Hernton, Calvin C. “A Fiery Baptism.” In James Baldwin. Englewood Cliffs, N.J.: Prentice-Hall, 1974. Comments on the negative reaction of whites and the positive reaction of African Americans to the performance of the play. Argues that Blues for Mister Charlie forces whites to face themselves squarely and to confront their fears and guilt. Asserts that the play severed “the romantic involvement between James Baldwin and white America.”
Jones, Mary E. James Baldwin. Atlanta, Ga.: Atlanta University, 1971. Short literary biography with an extensive and valuable bibliography of works by and on Baldwin. The bibliography includes several pieces of criticism and interpretation of Blues for Mister Charlie.
Leeming, David. James Baldwin: A Biography. New York: Knopf, 1994. This major biography of Baldwin devotes an entire chapter to Blues for Mister Charlie.

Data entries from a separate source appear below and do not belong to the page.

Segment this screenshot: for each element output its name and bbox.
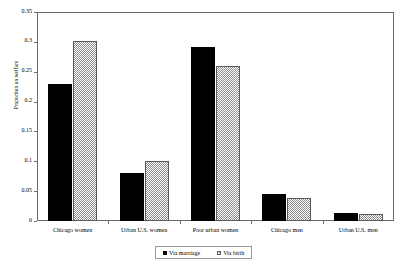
bar-via-birth	[359, 214, 383, 221]
y-axis-tick-label: 0.15	[22, 127, 33, 133]
legend-item[interactable]: Via birth	[217, 250, 244, 256]
x-axis-category-label: Poor urban women	[193, 227, 239, 233]
bar-via-birth	[216, 66, 240, 221]
x-axis-tick-mark	[108, 221, 109, 224]
x-axis-category-label: Urban U.S. women	[121, 227, 167, 233]
x-axis-category-label: Chicago women	[53, 227, 92, 233]
y-axis-tick-label: 0.35	[22, 8, 33, 14]
legend-item[interactable]: Via marriage	[163, 250, 200, 256]
legend-swatch-via-marriage	[163, 251, 167, 255]
x-axis-tick-mark	[251, 221, 252, 224]
x-axis-tick-mark	[323, 221, 324, 224]
y-axis-tick-label: 0	[29, 217, 32, 223]
bar-via-birth	[73, 41, 97, 221]
bar-via-marriage	[334, 213, 358, 221]
y-axis-tick-mark	[34, 102, 37, 103]
y-axis-tick-label: 0.05	[22, 187, 33, 193]
y-axis-title: Proportion on welfare	[13, 25, 19, 145]
x-axis-category-label: Chicago men	[271, 227, 303, 233]
bar-via-marriage	[191, 47, 215, 221]
y-axis-tick-mark	[34, 72, 37, 73]
y-axis-tick-mark	[34, 42, 37, 43]
legend-label: Via marriage	[169, 250, 200, 256]
y-axis-tick-mark	[34, 191, 37, 192]
y-axis-tick-label: 0.2	[25, 97, 33, 103]
y-axis-tick-label: 0.3	[25, 37, 33, 43]
bar-chart: Proportion on welfare 00.050.10.150.20.2…	[0, 0, 405, 270]
bar-via-marriage	[262, 194, 286, 221]
bar-via-marriage	[48, 84, 72, 221]
y-axis-tick-label: 0.25	[22, 67, 33, 73]
x-axis-category-label: Urban U.S. men	[339, 227, 378, 233]
bar-via-marriage	[120, 173, 144, 221]
y-axis-tick-mark	[34, 221, 37, 222]
bar-via-birth	[145, 161, 169, 221]
x-axis-tick-mark	[180, 221, 181, 224]
y-axis-tick-mark	[34, 12, 37, 13]
bar-via-birth	[287, 198, 311, 221]
chart-legend: Via marriageVia birth	[155, 246, 252, 259]
y-axis-tick-label: 0.1	[25, 157, 33, 163]
legend-swatch-via-birth	[217, 251, 221, 255]
legend-label: Via birth	[223, 250, 244, 256]
y-axis-tick-mark	[34, 131, 37, 132]
y-axis-tick-mark	[34, 161, 37, 162]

Margolies, Edward. “The Negro Church: James Baldwin and the Christian Vision.” In Native Sons. Philadelphia: J. B. Lippincott, 1968. Argues that the spirit of evangelism from the black church is everywhere in Baldwin’s works. Margolies sees Blues for Mister Charlie as a play in which Baldwin’s “apocalypse” is translated “into concrete social terms.”
Meserve, Walter. “James Baldwin’s ’Agony Way.’” In The Black American Writer. Vol. 2. Compiled by C. W. E. Bigsby. Deland, Fla.: Everett/Edwards, 1969. Argues that Baldwin is not a very accomplished dramatist, but that he does have a message that he manages to convey effectively. Notes that there is not much action and that the play’s emphasis is on rhetoric and dialogue.
Sharma, Asha. James Baldwin: Protest and Beyond. New Delhi, India: Rajat, 2005. Extended study of the role of protest in Baldwin’s work and the role of his work in African American protest fiction.
Sternlicht, Sanford. A Reader’s Guide to Modern American Drama. Syracuse, N.Y.: Syracuse University Press, 2002. Overview of the history of modern drama in the United States, including a section on Baldwin placing his work in the context of theatrical history.
Weatherby, W. J. James Baldwin: Artist on Fire. New York: Donald I. Fine, 1989. The standard biography of Baldwin, examining his life from his boyhood to his death. Delves into his early sexual ambivalence. Traces his career as an artist with an examination of the circumstances surrounding all of his publications, detailing both his successes and his disappointments.